Nutrient biogeochemistry associated with the early stages of soil development in deltaic floodplains has not been well defined. Such a model should follow classic patterns of soil nutrient pools described for alluvial ecosystems that are dominated by mineral matter high in phosphorus and low in carbon and nitrogen. A contrast with classic models of soil development is the anthropogenically enriched high nitrate conditions due to agricultural fertilization in upstream watersheds. Here we determine if short-term patterns of soil chemistry and dissolved inorganic nutrient fluxes along the emerging Wax Lake delta (WLD) chronosequence are consistent with conceptual models of long-term nutrient availability described for other ecosystems. We add a low nitrate treatment more typical of historic delta development to evaluate the role of nitrate enrichment in determining the net dinitrogen (N2) flux. Throughout the 35-year chronosequence, soil nitrogen and organic matter content significantly increased by an order of magnitude, whereas phosphorus exhibited a less pronounced increase.
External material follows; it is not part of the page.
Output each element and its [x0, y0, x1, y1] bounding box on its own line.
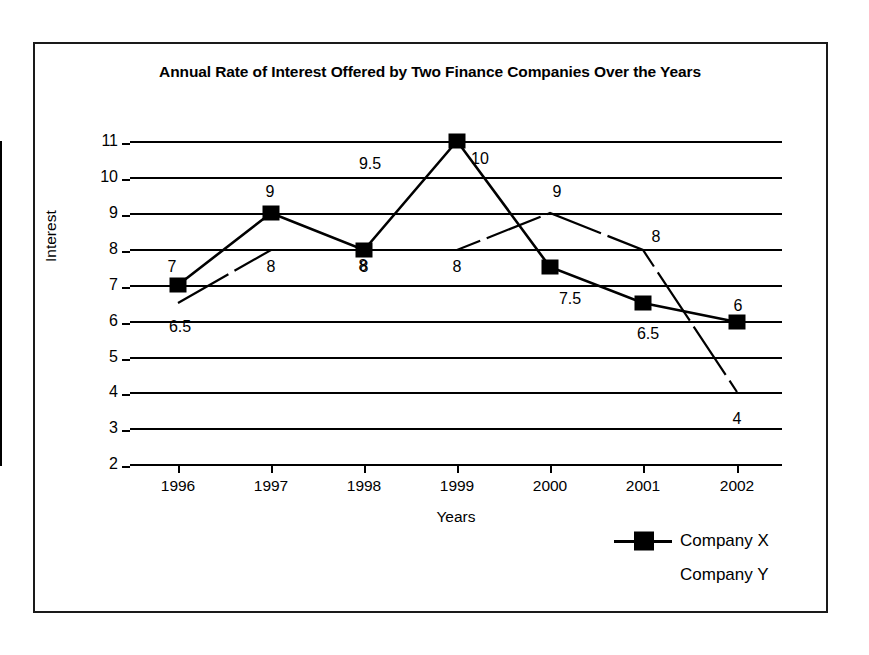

Under ambient nitrate concentrations (>60 μM), mean net N2 fluxes (157.5 μmol N m−2 h−1) indicated greater rates of gross denitrification than gross nitrogen fixation; however, under low nitrate concentrations (<2 μM), soils switched from net denitrification to net nitrogen fixation (−74.5 μmol N m−2 h−1). As soils in the WLD aged, the subsequent increase in organic matter stimulated net N2, oxygen, nitrate, and nitrite fluxes producing greater fluxes in more mature soils. In conclusion, soil nitrogen and carbon accumulation along an emerging delta chronosequence largely coincide with classic patterns of soil development described for alluvial floodplains, and substrate age together with ambient nitrogen availability can be used to predict net N2 fluxes during early delta evolution.